As the sibling commented, there's really no proof to feeling. You can remark that something reacts to the environment. And we can use sophisticated tools to approximate things (e.g. brain MRI can see which parts of the brain "light up" in response to certain things).
I don't know of any way to prove feeling. It seems like a solipsistic trap. I _believe_ that most animals "feel", and _believe_ that no plants/fungus do...but it is merely belief that I don't think to be testable.
I do get the argument, but I do believe it's a pedantic point that's being taken a bit too far. The topic is still worth discussing, without giving up because there's a theoretical point that we cannot prove the causality.
We can start out with the assumption that humans can feel, since ourselves experience it, and can relatively safely transfer this to other humans (who exhibit all the subjective external signs of feeling, which seem similar to our own external signs when we are feeling things). We can also isolate the physiological properties which seem to play a role in this; say, a nervous system, or particular brain characteristics or region activations. This can be further evidenced by cases where individuals lack these, and lack the external signs of the feeling.
So if you then take a physiologically highly related and similar animal to a human, which also shows the external signs of feeling, I believe the argument that it is NOT feeling would be the option that is more absurd, and requires more proof than the argument that says it is feeling.
Of course, this rapidly falls away when we argue about very different types of creatures (say, fungi), or when theorising about types of feeling that might be possible, but we do not have, but nevertheless the entire topic is not worthless, IMHO.
I don't know of any way to prove feeling. It seems like a solipsistic trap. I _believe_ that most animals "feel", and _believe_ that no plants/fungus do...but it is merely belief that I don't think to be testable.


The word "Autocorrelation" marks the lines to find; copy every such line from the data below.

** Dataset content **
··········
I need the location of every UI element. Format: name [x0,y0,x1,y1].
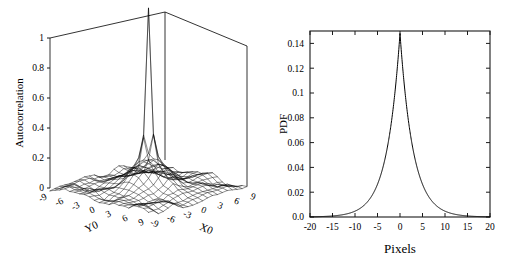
pdf-x-tick-label: 5 [420,222,425,232]
figure-container: 1 0.8 0.6 0.4 0.2 0 Autocorrelation -9-6… [0,0,519,262]
pdf-x-tick-label: 20 [485,222,495,232]
figure-svg: 1 0.8 0.6 0.4 0.2 0 Autocorrelation -9-6… [0,0,519,262]
z-tick-label: 1 [39,33,44,43]
pdf-plot-frame [310,31,490,217]
x0-tick-label: 6 [233,196,241,207]
surface-mesh-line [104,134,202,201]
x0-tick-label: -9 [149,217,160,229]
x0-tick-label: 3 [216,200,224,211]
pdf-y-tick-label: 0.12 [287,64,304,74]
pdf-x-tick-label: 0 [398,222,403,232]
y0-axis-title: Y0 [83,218,101,235]
y0-tick-label: 6 [120,213,129,224]
surface-mesh-line [104,135,203,203]
y0-tick-label: 9 [137,217,146,228]
z-axis-ticks [47,38,50,188]
surface-mesh-line [50,160,149,191]
autocorrelation-surface-panel: 1 0.8 0.6 0.4 0.2 0 Autocorrelation -9-6… [13,8,257,237]
pdf-y-tick-label: 0.06 [287,138,304,148]
pdf-x-axis-ticks: -20-15-10-505101520 [304,31,495,232]
box-top-edges [50,12,247,46]
pdf-y-tick-label: 0.04 [287,163,304,173]
surface-mesh-line [84,165,183,195]
surface-mesh [50,8,247,214]
surface-mesh-line [149,187,248,214]
y0-tick-label: -3 [70,200,82,213]
z-tick-label: 0.6 [32,93,44,103]
surface-mesh-line [65,165,164,189]
surface-mesh-line [144,162,243,189]
pdf-y-tick-label: 0.14 [287,39,304,49]
pdf-y-tick-label: 0.02 [287,188,304,198]
pdf-x-tick-label: -10 [349,222,362,232]
surface-box-frame [50,12,247,188]
z-tick-label: 0.4 [32,123,44,133]
x0-tick-label: 9 [249,191,257,202]
pdf-data-curve [310,33,490,216]
pdf-y-axis-title: PDF [277,114,289,134]
pdf-y-tick-label: 0.0 [292,212,304,222]
x0-tick-label: -3 [182,208,193,220]
pdf-x-tick-label: 15 [463,222,473,232]
z-axis-title: Autocorrelation [13,78,25,148]
y0-tick-label: -9 [37,191,49,204]
surface-mesh-line [55,187,153,211]
z-axis-tick-labels: 1 0.8 0.6 0.4 0.2 0 [32,33,44,193]
surface-mesh-line [99,8,198,203]
z-tick-label: 0.8 [32,63,44,73]
y0-tick-label: 0 [88,204,97,215]
x0-tick-label: -6 [165,213,176,225]
surface-mesh-line [60,164,159,190]
pdf-y-tick-label: 0.08 [287,113,304,123]
pdf-line-panel: 0.00.020.040.060.080.10.120.14 -20-15-10… [277,31,495,256]
z-tick-label: 0.2 [32,153,44,163]
pdf-y-axis-ticks: 0.00.020.040.060.080.10.120.14 [287,39,490,223]
y0-tick-label: 3 [104,208,113,219]
pdf-x-tick-label: -20 [304,222,317,232]
y0-tick-label: -6 [53,196,65,209]
x0-axis-title: X0 [198,220,215,236]
surface-mesh-line [99,8,198,203]
pdf-y-tick-label: 0.1 [292,88,304,98]
x0-tick-label: 0 [200,204,208,215]
pdf-x-tick-label: 10 [440,222,450,232]
pdf-x-axis-title: Pixels [384,241,416,256]
pdf-x-tick-label: -5 [374,222,382,232]
pdf-x-tick-label: -15 [326,222,339,232]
··········
** Solution to this exercise **
figure-container: 1 0.8 0.6 0.4 0.2 0 Autocorrelation -9-6… [0,0,519,262]
figure-svg: 1 0.8 0.6 0.4 0.2 0 Autocorrelation -9-6… [0,0,519,262]
autocorrelation-surface-panel: 1 0.8 0.6 0.4 0.2 0 Autocorrelation -9-6… [13,8,257,237]
z-axis-title: Autocorrelation [13,78,25,148]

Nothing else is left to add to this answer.